Life-Love 71: A mother’s care for her struggling child

I saw something very moving at Mass today. I had taken communion and was in my pew, on the red leather kneeler, saying the prayers of gratitude and reconciliation that I say each Sunday. I was in my usual seat, bathed in the winterlight streaming through a stained glass window that depicts Simon of Cyrene taking up Jesus’s cross after he had fallen from fatigue on the long road to his eventual crucifixion. I usually bow my head and close my eyes as I pray, but this time I noticed something out of the corner of my eye: a woman struggling through the communion line, her little son resisting her.

At first I thought it was an example of petulance, but as I looked more closely, I noticed that he had Down’s Syndrome and that he limped, his right leg dragging a little. His hair was mussed, as though he had refused his bath that morning, and his face had a tiny streak of what looked like jam running along his jawline. She must have been in a big rush to get to Mass. I had seen her several times before – it was always just her and her son; I had always noticed how she held his hand so tenderly yet firmly as they entered and left the church.

This time, the little boy was struggling, in some obvious physical discomfort. His face had a grimace that spoke of pain and not peevishness. And his mother wore that mask of stoic worry that professional women must sadly affect to ward off patronising looks when they are with their children in public. Her eyes told the story of how her son’s discomfort touched her heart and broke it, quietly.

As she approached the priest and they both took communion, she had an embarrassing moment. Her son had trouble taking the host into his mouth. The wafer is an odd shape – a thin brittle disc – and he was struggling with it, rolling it over his tongue. He was aware that people had started to look at him and this worried him more, he grew red and a little agitated. His mother saw that he was struggling and her face dropped its mask, a quick succession of emotions dancing across it: fear, annoyance, self-consciousness and finally, caring concern.
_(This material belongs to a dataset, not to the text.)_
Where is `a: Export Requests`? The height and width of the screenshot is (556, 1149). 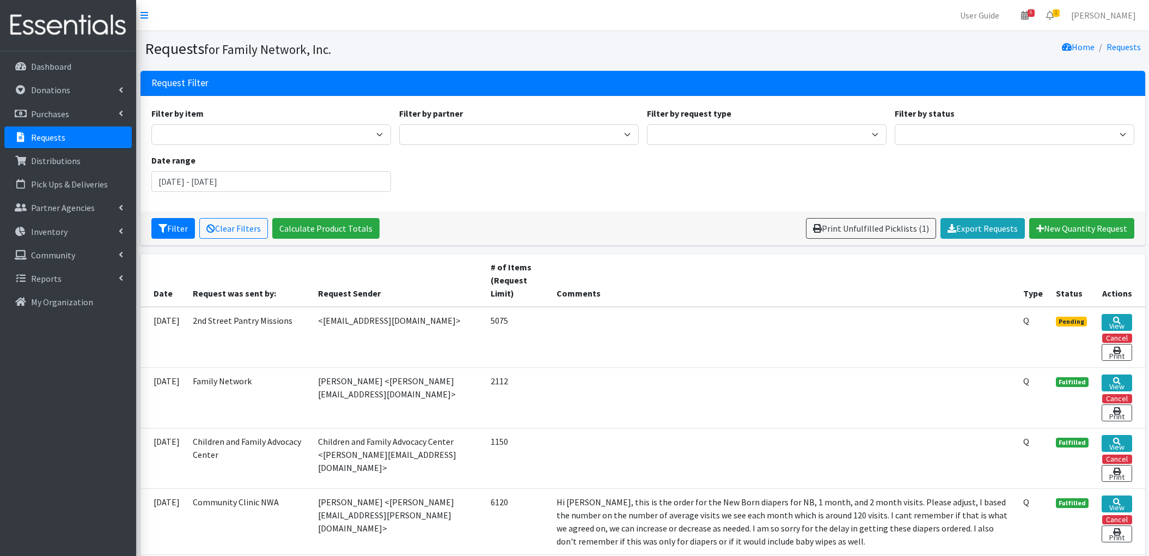
a: Export Requests is located at coordinates (983, 228).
At this point, a thirty-something man in a dark, well-cut suit behind her noticed the predicament of mother and son, and I watched him subtly plant himself, immobile and hold back the line – giving her a haven for the few precious seconds she needed to get the host into her son’s mouth, have him chew and swallow and then, after a reassuring word, hand in hand, they walked back to their pew. She looked up at the well-dressed man in gratitude, as she sorted her son out – he smiled briefly and with a little embarrassment. He wanted no gratitude. Her simply done the decent thing for a stranger who needed a private moment in a public place.

I think there are two simple lessons to be learned from this quotidian little vignette. A mother’s love and care for her struggling child is a mirror of the world. There is a reason we are moved by such scenes: because they are viscerally human. In her worry, fear, annoyance and eventual relief, there was always a deep love for this little flesh of her flesh. The gentleman who helped her was doing something very few people even think of any longer: the decent thing. He quietly and without being asked, helped her keep her composure and her dignity.

Her caring love for her son is really the love that should guide all of our actions to one another – it is the foundation for justice and wisdom. His decency and humility is a model of mutual support. Although this little drama only gave me a glimpse into the ephemeral feelings of two people caught in passing, I was struck by how powerful these little human things are: love, respect, dignity and decency.

These things may be human and emotional and fleeting, but they are the rock-solid base upon which a great society is built.